Sovereignty, Emergency, and Legality – Tuscaloosa, AL

As part of a series on Law, Knowledge & Imagination, the University of Alabama School of Law hosts Sovereignty, Emergency, and Legality, Oct. 17, 2008.

The purpose of this symposium is to chart the complex interplay of sovereignty, emergency, and legality and to ask what we can learn about each by examining their juxtaposition. For some scholars, sovereignty is only truly knowable in times of emergency, moments when the law is suspended, put on hold. Others believe that sovereign power is more malleable, less absolute, adaptable to constitutional democracy. For these scholars, sovereign power can and does operate in and through law and law, in turn, can be used to domesticate and direct that power.

While in the United States today many have turned their attention to sovereignty, emergency, and legality, we want to use this symposium not just to take up today’s pressing issues, but also to revisit moments in our past–e.g…. the internment of Japanese- Americans and the Supreme Court’s Korematsu decision, the civil rights movement and the decisions in Cooper v. Aaron and Walker v. Birmingham–and to use these moments to frame the history of the present. We also want to turn our attention to the experience of other nations–e.g…. the British in Northern Ireland, the Israeli-Palestinian conflict, etc.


● **Task requirements**: Which lines of the entries hold the string "axis"? Copy each one.
--- Information supplied ---
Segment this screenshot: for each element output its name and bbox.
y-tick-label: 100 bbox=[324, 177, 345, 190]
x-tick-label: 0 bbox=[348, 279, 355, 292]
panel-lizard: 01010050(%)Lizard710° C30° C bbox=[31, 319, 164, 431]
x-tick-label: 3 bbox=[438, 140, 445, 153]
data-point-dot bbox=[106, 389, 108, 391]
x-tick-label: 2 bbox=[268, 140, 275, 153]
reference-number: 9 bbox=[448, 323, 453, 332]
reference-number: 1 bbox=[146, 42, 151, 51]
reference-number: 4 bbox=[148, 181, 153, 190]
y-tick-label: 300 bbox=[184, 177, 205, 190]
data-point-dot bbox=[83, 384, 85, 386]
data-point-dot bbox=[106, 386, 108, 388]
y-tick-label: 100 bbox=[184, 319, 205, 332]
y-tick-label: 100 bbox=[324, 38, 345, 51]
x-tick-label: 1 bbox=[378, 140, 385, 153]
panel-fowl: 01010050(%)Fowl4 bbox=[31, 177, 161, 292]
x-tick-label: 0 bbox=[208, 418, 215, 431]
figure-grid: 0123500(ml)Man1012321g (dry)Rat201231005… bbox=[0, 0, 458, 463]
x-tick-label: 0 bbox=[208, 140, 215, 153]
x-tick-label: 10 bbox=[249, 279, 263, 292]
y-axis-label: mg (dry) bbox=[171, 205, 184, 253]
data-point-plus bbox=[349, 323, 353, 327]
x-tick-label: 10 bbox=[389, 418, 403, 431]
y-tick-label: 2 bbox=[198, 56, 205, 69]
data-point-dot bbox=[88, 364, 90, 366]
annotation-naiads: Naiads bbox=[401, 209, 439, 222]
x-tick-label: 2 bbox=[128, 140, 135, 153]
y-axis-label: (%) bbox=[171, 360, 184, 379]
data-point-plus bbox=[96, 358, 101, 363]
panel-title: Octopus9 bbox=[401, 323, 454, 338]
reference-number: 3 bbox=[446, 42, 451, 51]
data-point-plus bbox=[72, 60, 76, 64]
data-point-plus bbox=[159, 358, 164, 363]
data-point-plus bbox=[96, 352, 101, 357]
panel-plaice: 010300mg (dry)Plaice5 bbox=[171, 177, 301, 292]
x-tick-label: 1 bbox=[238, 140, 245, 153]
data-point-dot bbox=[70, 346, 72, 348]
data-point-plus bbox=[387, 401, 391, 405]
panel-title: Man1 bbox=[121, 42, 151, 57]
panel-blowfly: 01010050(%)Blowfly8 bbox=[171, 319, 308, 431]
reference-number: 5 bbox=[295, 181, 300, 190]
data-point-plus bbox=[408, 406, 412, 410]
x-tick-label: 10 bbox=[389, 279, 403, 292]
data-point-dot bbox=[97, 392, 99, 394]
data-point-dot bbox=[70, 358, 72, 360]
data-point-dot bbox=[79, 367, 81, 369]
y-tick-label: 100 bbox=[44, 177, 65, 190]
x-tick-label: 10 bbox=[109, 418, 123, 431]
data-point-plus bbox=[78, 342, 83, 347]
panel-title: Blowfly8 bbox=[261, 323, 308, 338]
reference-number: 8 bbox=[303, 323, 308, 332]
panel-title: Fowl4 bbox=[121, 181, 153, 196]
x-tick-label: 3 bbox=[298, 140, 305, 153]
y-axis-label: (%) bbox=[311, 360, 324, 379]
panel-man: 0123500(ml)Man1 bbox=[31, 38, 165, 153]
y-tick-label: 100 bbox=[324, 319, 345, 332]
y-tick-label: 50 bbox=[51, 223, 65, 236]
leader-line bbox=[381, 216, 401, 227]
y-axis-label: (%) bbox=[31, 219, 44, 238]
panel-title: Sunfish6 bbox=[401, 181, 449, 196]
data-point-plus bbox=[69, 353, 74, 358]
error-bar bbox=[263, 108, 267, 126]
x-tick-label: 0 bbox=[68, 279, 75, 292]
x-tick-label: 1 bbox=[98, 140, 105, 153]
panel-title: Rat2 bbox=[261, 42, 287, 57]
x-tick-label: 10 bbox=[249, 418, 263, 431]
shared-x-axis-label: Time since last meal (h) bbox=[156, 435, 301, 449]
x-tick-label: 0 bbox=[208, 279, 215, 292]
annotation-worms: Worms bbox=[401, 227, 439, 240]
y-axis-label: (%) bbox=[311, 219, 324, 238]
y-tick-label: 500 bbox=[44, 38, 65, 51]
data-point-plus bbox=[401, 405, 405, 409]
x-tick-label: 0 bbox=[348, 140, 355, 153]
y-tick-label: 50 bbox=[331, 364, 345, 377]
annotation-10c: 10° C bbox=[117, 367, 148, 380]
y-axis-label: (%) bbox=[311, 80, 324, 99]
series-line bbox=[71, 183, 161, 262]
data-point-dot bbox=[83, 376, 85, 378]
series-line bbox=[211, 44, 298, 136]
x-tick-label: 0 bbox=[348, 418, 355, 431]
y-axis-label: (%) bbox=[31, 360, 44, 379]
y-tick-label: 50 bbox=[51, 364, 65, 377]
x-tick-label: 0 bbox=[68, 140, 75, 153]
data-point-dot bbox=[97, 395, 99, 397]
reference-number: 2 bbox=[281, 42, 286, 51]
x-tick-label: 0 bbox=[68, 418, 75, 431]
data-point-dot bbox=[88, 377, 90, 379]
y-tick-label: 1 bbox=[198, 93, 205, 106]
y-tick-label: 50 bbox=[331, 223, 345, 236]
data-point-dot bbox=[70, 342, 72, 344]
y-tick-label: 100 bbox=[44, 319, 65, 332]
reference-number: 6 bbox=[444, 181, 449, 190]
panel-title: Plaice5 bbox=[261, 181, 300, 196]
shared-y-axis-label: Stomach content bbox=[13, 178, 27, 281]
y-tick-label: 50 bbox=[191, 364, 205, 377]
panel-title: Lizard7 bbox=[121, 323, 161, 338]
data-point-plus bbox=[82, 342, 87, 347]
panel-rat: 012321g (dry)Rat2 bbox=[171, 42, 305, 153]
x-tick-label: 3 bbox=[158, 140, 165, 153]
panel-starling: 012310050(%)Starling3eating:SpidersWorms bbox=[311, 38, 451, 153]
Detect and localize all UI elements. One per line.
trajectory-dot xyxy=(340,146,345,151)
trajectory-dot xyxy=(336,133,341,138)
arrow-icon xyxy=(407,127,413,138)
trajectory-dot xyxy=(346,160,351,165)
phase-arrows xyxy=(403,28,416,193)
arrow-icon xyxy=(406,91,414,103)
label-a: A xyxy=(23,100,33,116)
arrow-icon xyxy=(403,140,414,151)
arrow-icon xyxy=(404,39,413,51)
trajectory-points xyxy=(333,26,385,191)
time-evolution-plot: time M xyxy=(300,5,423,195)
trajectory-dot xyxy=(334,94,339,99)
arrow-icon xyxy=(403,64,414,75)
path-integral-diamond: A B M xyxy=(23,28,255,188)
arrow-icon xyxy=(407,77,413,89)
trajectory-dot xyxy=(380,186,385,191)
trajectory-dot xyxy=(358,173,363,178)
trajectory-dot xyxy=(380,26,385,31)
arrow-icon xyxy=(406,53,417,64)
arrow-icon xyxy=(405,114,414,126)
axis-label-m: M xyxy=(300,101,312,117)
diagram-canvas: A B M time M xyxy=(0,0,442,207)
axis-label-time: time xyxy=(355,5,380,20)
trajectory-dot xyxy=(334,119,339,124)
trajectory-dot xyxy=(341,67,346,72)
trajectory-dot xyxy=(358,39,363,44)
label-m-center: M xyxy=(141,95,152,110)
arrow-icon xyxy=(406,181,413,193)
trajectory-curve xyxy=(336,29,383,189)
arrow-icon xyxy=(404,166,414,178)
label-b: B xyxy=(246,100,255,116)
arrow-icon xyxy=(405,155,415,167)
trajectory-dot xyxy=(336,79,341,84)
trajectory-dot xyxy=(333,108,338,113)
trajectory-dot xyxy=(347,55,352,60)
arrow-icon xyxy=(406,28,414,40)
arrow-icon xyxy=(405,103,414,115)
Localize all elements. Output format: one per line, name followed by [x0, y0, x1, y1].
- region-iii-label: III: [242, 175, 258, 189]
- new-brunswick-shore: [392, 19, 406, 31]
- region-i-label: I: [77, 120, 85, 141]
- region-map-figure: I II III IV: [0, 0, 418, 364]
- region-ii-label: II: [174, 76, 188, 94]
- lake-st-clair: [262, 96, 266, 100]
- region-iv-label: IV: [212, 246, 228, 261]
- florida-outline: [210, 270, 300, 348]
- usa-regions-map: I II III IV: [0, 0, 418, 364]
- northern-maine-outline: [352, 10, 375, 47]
---
● **Answer to this task**:
y-axis-label: mg (dry) bbox=[171, 205, 184, 253]
y-axis-label: (%) bbox=[171, 360, 184, 379]
y-axis-label: (%) bbox=[311, 360, 324, 379]
y-axis-label: (%) bbox=[31, 219, 44, 238]
shared-x-axis-label: Time since last meal (h) bbox=[156, 435, 301, 449]
y-axis-label: (%) bbox=[311, 219, 324, 238]
y-axis-label: (%) bbox=[311, 80, 324, 99]
y-axis-label: (%) bbox=[31, 360, 44, 379]
shared-y-axis-label: Stomach content bbox=[13, 178, 27, 281]
axis-label-m: M xyxy=(300,101,312,117)
axis-label-time: time xyxy=(355,5,380,20)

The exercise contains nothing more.